Alleged fraudster ‘Little Nicolás’: “They sent me to a school where everyone was rich except for me”
Francisco Nicolás Gómez Iglesias talks to EL PAÍS about how he went from rubbing shoulders with Spain’s political elite to facing up to 30 years in jail for fraud
It’s breakfast time. On the second floor of a building in one of the most expensive areas of Madrid, a young man opens the door of a luxury apartment that has been seized by the authorities from a drug dealer, and is now being used by a special team from Spain’s internal affairs unit to investigate Francisco Nicolás Gómez Iglesias, the young opportunist who managed to access the highest echelons of power using a cocktail of personal charm and extravagant lies.
The blinds are down and the plush furniture has been replaced by metal desks and office chairs. There is complete silence, but for the footsteps of the police officers on the wooden floor. The head of the group looks like he could easily be an actor playing the role of a detective. Tall and handsome, he leaves a number of documents bearing the police headquarters masthead on the table. The pages belong to a 2014 police statement given by Francisco Nicolás Gómez Iglesias, who, at that time, was a 20-year-old man still living with his middle-class parents in a modest apartment in Madrid’s northern Chamartín district. Up until then, Gómez Iglesias – or “El Pequeño Nicolás” (or, Little Nicolás) as he would later be dubbed by the Spanish media – had no criminal record.
The 15-page statement is the product of an interrogation that began at 8.35pm on a Thursday five years ago and continued until 5.35am the following morning. Earlier that evening the police had entered the home of Francisco Nicolás, who, at that time, was a charming young man regularly photographed with Spain’s elite who was close to important figures in the conservative Popular Party (PP). Inside, they uncovered evidence of his curious lifestyle: forged reports from the National Center of Intelligence (CNI), police sirens, Civil Guard badges, and various documents bearing the seal of La Moncloa, the seat of government, and the Royal Household.

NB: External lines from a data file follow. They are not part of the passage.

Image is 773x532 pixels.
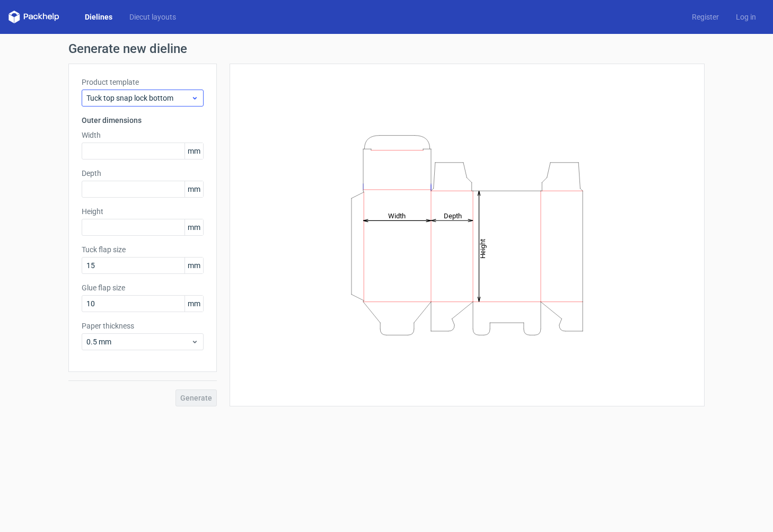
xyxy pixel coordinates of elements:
[479,239,487,258] tspan: Height
[684,12,728,22] a: Register
[82,115,204,126] h3: Outer dimensions
[82,77,204,88] label: Product template
[184,181,203,197] span: mm
[86,93,191,103] span: Tuck top snap lock bottom
[184,258,203,273] span: mm
[388,212,406,219] tspan: Width
[444,212,462,219] tspan: Depth
[82,207,204,217] label: Height
[728,12,765,22] a: Log in
[82,244,204,255] label: Tuck flap size
[82,282,204,293] label: Glue flap size
[68,42,705,55] h1: Generate new dieline
[77,12,121,22] a: Dielines
[86,337,191,347] span: 0.5 mm
[121,12,184,22] a: Diecut layouts
[82,130,204,140] label: Width
[184,143,203,159] span: mm
[184,296,203,312] span: mm
[82,321,204,331] label: Paper thickness
[82,168,204,178] label: Depth
[184,219,203,236] span: mm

“There’s something about that search I’ll never forget,” says the police chief. “And that is the incredible composure of that 20 year old. We were searching his grandmother’s house, discovering evidence of the vast lie he had been living, one that could land him in jail, but he watched each one of us with absolute calm as if he was trying to work something out. None of us were in uniform nor were any orders given in his presence. Suddenly, he looked at me half smiling and asked, ‘You’re the boss, right?’”
Just hours after the interrogation, the media circus began. Details and photographs began to reveal Little Nicolás’ double life, raising the question – still unanswered – of whether he acted alone or was merely a cog in the wheel of something darker and more complex. His need to be in the news continues unabated – there has been his recent stand-off with the Catalan pro-independence protest group, Committees for the Defense of the Republic (CDR) in Barcelona, his arrest in Madrid for hitting a waiter in a restaurant, and his appearance at the United Nations climate change summit in Madrid, where he said he had “a number of meetings” to attend.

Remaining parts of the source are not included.